Any time I feel effective in pure scrum, I also feel like I'm an accountant for the mafia; all the bookkeeping is a fiction to keep the authorities happy, meanwhile something completely different is happening in the back room. There's amortizing refactoring across every feature in a module, and there's deep rationalization of why this refactor can plausibly be tied to this ticket.
It's a mixed bag. One thing refactoring is good for is getting past friction introduced by people who don't like a good idea. Early in my career I got a lot of "that will take too long" for features in the High Cost, High Value quadrant of the feature graph. A couple months of picking away at the accidental complexity and you can come back with a <6 week estimate instead of 4 months, and your proposal gets more consideration. I'm not saying 4 months is a reasonable estimate, I get why that causes concern, but refactoring can be so much more effective when you have long-term goals in mind. When you have a list of 'target of opportunity' features. When you can romance an epic into the code, instead of forcing it in.
I still get that pushback of course, but I'm more used to it and also sometimes don't ask questions I don't want the answer to. It's all subterfuge and puppet mastery. If I wanted to be an accountant or a lobbyist I wouldn't have enrolled in a CS degree at a semi-respectable institution.
Giant industrial corporation, giant projects with other giant corps as clients.
Process process process. SAFe Scrum.
Somehow I ended up in a team that started to care. Like, we, small individual team, had a agenda and a goal. We saw path to success for this mess of a giant project.
And we started to shadow work our way thought it.
At first myself and another senior guy. As a hobbit.
But it became prevalent for the team as a whole to do “prep work” on top of our tickets.
We self organize, self train.
Why? So we can move faster and actually deliver.
Our normal ticket we’re adjacent work. It’s not like we started 30 repo on the side.
Finally our scrum master caught on that. She went onboard.
We repurposed tickets like nobody’s business. Acceptance criteria was a mere indication, because the QA folks were on board as well.
Not to less us merge crap, QA is QA and you don’t go to prod with a buggy industrial system. That shit is dangerous:
but they knew where we were going and were fine with changing the AC if they see progress, and if the black market scrum master say we’re gonna have a black market ticket to fix it.
We delivered. It fucking worked.
My favorite part ? We were the “bad” team. The team without a cool project or a decent backlog. The cleanup crew.
We submarined Kanban into a similar project at a large, old, waterfall company. It was such a silent conspiracy that to my recollection we never mentioned Kanban out loud. Limited Work In Progress was as close as we got to uttering the name.
It's a mixed bag. One thing refactoring is good for is getting past friction introduced by people who don't like a good idea. Early in my career I got a lot of "that will take too long" for features in the High Cost, High Value quadrant of the feature graph. A couple months of picking away at the accidental complexity and you can come back with a <6 week estimate instead of 4 months, and your proposal gets more consideration. I'm not saying 4 months is a reasonable estimate, I get why that causes concern, but refactoring can be so much more effective when you have long-term goals in mind. When you have a list of 'target of opportunity' features. When you can romance an epic into the code, instead of forcing it in.
I still get that pushback of course, but I'm more used to it and also sometimes don't ask questions I don't want the answer to. It's all subterfuge and puppet mastery. If I wanted to be an accountant or a lobbyist I wouldn't have enrolled in a CS degree at a semi-respectable institution.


Which of the lines below include "boxes"? Each one should be copied out.

Start of MATERIAL SUPPLIED

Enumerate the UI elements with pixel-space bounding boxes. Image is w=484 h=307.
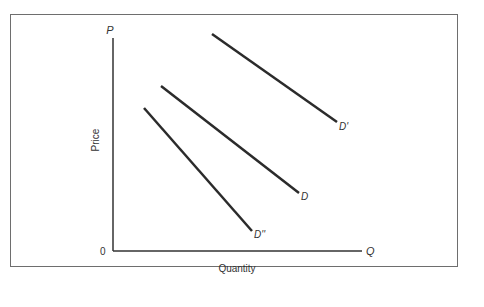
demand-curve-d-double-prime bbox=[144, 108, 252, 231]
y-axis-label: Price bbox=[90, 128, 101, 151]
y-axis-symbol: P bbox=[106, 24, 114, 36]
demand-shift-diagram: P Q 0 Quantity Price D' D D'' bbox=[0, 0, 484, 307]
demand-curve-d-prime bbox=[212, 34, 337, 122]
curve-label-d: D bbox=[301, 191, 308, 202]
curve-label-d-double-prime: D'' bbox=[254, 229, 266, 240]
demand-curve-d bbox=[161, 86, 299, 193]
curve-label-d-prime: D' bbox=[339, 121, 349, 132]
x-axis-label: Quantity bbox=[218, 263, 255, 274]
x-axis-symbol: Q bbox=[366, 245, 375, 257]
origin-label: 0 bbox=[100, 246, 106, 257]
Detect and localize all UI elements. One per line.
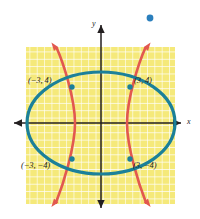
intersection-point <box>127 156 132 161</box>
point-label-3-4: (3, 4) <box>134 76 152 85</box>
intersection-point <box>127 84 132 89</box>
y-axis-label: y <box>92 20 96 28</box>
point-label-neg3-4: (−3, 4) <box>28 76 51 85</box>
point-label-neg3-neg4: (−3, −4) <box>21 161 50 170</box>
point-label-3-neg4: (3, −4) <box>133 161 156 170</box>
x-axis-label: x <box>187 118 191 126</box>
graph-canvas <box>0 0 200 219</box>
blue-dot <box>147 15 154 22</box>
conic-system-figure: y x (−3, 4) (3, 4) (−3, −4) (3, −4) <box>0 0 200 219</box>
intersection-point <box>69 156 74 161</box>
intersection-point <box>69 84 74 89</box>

End of MATERIAL SUPPLIED
Start of MATERIAL SUPPLIED

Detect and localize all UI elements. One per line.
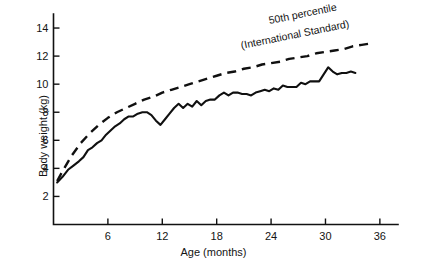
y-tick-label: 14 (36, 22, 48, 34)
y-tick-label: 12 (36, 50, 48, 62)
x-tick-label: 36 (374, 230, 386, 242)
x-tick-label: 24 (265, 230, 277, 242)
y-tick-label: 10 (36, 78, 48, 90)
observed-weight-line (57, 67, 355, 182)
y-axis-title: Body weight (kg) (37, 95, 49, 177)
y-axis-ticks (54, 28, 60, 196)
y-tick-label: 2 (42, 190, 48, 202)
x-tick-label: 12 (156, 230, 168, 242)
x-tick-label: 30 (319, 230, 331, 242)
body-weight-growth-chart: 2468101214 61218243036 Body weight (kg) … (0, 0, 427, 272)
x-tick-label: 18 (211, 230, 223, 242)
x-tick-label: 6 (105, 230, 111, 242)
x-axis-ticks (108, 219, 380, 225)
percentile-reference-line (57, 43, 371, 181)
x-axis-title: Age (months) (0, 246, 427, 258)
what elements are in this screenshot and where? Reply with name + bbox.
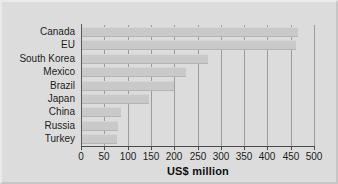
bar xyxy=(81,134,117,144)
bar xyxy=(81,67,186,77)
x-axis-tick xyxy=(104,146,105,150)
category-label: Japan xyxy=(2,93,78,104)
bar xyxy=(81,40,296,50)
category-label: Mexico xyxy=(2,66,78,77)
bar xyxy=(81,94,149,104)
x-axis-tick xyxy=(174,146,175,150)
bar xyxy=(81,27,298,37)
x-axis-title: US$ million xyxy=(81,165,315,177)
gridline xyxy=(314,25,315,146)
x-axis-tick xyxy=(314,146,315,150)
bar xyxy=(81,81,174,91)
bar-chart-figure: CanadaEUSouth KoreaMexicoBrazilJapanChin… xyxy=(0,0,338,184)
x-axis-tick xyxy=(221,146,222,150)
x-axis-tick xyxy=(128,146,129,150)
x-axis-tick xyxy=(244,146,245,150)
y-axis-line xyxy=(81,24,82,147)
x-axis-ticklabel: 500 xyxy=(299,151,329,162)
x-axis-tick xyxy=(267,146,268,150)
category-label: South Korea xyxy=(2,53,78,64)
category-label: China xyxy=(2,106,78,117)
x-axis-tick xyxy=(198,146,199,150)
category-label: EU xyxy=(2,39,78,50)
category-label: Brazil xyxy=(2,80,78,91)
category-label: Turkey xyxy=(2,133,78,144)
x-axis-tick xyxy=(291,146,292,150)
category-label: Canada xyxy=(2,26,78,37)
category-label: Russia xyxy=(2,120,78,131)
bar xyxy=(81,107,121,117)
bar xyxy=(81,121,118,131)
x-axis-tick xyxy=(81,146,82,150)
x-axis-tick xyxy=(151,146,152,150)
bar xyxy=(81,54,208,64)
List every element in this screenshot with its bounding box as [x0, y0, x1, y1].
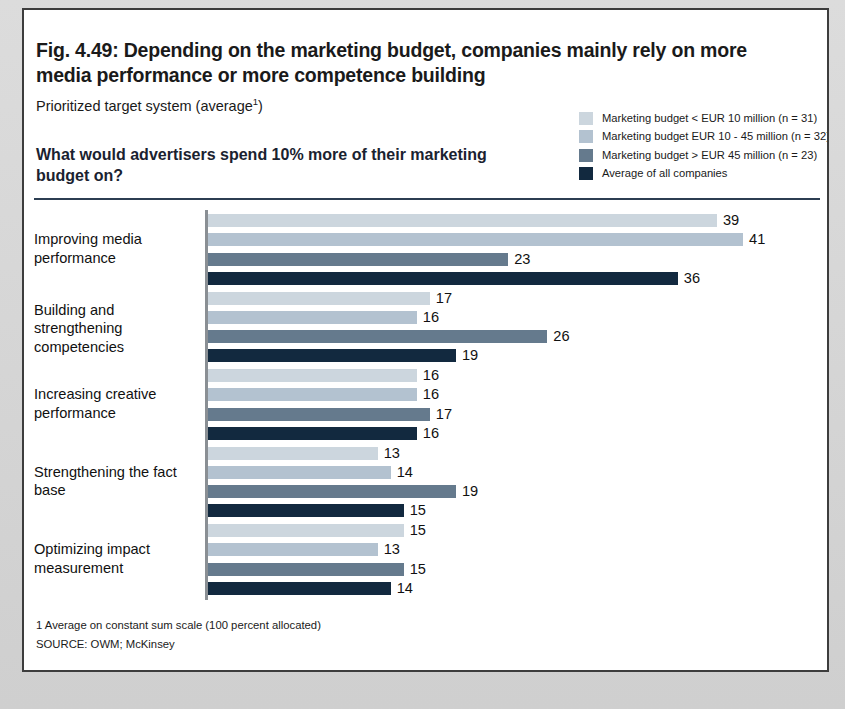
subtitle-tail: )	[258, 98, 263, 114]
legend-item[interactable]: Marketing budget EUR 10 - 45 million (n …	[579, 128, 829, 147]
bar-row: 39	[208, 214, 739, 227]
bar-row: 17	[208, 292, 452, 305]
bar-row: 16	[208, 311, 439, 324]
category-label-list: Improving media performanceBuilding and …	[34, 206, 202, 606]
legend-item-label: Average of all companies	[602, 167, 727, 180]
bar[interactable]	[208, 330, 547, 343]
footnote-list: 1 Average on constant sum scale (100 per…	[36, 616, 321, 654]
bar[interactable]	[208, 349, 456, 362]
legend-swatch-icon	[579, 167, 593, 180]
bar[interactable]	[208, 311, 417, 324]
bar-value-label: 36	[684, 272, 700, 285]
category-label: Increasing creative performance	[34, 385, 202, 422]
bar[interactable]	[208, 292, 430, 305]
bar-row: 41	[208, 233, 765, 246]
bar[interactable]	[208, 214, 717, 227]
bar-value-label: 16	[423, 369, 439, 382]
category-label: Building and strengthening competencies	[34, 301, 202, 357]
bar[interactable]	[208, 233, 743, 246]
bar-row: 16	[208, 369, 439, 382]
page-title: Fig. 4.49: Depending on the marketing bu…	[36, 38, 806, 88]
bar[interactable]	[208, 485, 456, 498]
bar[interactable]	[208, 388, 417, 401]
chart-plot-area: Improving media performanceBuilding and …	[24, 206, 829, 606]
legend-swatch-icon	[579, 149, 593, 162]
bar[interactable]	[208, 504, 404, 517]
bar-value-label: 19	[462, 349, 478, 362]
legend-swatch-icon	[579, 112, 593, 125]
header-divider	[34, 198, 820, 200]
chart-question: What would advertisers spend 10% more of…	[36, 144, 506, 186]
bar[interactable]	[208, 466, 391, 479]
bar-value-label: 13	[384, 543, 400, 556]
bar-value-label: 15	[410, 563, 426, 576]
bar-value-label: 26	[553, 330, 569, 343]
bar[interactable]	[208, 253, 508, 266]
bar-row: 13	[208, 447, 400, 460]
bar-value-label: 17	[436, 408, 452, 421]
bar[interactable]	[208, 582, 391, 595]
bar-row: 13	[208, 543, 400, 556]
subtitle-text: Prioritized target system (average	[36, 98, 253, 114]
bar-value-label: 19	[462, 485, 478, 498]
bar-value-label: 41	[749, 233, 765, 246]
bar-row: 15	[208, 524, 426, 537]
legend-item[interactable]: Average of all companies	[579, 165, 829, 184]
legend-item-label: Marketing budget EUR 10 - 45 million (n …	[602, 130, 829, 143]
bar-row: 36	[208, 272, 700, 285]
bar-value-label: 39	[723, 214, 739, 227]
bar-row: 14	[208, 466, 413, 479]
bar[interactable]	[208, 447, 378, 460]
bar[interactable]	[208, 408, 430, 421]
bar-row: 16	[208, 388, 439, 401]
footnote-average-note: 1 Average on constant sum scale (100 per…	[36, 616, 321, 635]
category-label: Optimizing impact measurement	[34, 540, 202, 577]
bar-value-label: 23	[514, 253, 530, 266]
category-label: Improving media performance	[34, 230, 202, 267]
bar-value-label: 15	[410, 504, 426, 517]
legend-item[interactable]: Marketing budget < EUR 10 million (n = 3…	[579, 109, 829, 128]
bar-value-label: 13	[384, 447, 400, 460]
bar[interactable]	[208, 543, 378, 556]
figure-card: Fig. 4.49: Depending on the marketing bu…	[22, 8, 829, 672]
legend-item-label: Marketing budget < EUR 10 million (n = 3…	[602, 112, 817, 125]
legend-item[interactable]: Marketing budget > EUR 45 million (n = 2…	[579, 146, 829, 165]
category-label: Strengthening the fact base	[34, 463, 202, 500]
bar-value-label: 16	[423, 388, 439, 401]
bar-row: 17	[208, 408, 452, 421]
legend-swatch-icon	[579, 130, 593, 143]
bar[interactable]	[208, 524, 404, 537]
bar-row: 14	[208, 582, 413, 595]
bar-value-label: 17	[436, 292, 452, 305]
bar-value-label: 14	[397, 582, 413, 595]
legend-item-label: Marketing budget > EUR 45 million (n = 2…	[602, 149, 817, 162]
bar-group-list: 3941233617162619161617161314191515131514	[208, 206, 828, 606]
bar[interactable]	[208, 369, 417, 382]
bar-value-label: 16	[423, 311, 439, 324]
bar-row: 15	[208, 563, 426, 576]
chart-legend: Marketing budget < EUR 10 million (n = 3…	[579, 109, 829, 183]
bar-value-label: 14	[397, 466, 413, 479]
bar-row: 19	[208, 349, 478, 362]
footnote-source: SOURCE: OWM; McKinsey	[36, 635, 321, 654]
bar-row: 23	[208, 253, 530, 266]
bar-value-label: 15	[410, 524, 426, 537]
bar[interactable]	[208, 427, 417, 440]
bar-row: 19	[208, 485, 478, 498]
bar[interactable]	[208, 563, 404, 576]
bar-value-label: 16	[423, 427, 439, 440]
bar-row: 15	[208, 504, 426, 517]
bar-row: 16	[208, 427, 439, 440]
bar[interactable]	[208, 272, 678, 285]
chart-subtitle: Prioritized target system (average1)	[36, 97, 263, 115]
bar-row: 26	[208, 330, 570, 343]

End of MATERIAL SUPPLIED
Start of MATERIAL SUPPLIED

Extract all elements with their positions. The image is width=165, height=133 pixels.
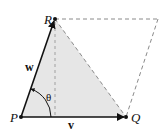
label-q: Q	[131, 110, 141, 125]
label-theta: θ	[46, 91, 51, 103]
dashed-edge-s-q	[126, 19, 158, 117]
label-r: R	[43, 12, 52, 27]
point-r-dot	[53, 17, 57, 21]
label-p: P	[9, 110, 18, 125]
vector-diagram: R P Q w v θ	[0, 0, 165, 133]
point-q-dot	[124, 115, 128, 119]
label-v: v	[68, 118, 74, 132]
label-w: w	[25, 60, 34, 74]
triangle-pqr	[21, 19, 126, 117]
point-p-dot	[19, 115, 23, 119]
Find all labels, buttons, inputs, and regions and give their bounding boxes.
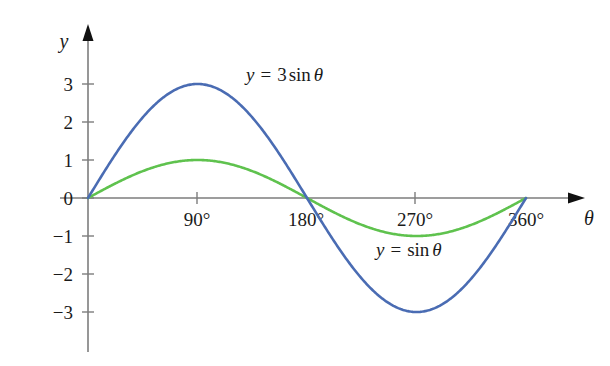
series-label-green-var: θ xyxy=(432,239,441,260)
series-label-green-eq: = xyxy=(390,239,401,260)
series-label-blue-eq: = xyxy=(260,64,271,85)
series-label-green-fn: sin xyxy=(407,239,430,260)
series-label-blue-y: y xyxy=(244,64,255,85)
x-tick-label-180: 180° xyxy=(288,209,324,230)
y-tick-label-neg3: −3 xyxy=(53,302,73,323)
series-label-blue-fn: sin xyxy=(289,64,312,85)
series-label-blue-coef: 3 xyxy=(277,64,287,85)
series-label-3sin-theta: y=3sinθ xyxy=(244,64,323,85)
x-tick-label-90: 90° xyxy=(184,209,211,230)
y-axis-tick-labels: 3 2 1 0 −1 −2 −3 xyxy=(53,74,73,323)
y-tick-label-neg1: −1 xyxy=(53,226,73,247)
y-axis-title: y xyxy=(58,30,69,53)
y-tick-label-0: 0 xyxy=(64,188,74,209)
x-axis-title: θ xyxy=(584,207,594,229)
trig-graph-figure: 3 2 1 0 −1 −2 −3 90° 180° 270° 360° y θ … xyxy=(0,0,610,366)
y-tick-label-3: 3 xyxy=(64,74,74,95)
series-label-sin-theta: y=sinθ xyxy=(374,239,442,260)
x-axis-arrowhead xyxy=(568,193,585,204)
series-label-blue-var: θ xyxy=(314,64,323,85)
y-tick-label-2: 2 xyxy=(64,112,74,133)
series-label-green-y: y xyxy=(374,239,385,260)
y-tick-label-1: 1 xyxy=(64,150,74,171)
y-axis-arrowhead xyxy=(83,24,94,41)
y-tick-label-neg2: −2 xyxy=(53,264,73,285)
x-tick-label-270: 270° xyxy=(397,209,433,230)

End of MATERIAL SUPPLIED

§ **EXERCISE RESPONSE**:
Enumerate the UI elements with pixel-space bounding boxes. Image is w=484 h=307.
Find all labels, buttons, inputs, and regions and give their bounding boxes.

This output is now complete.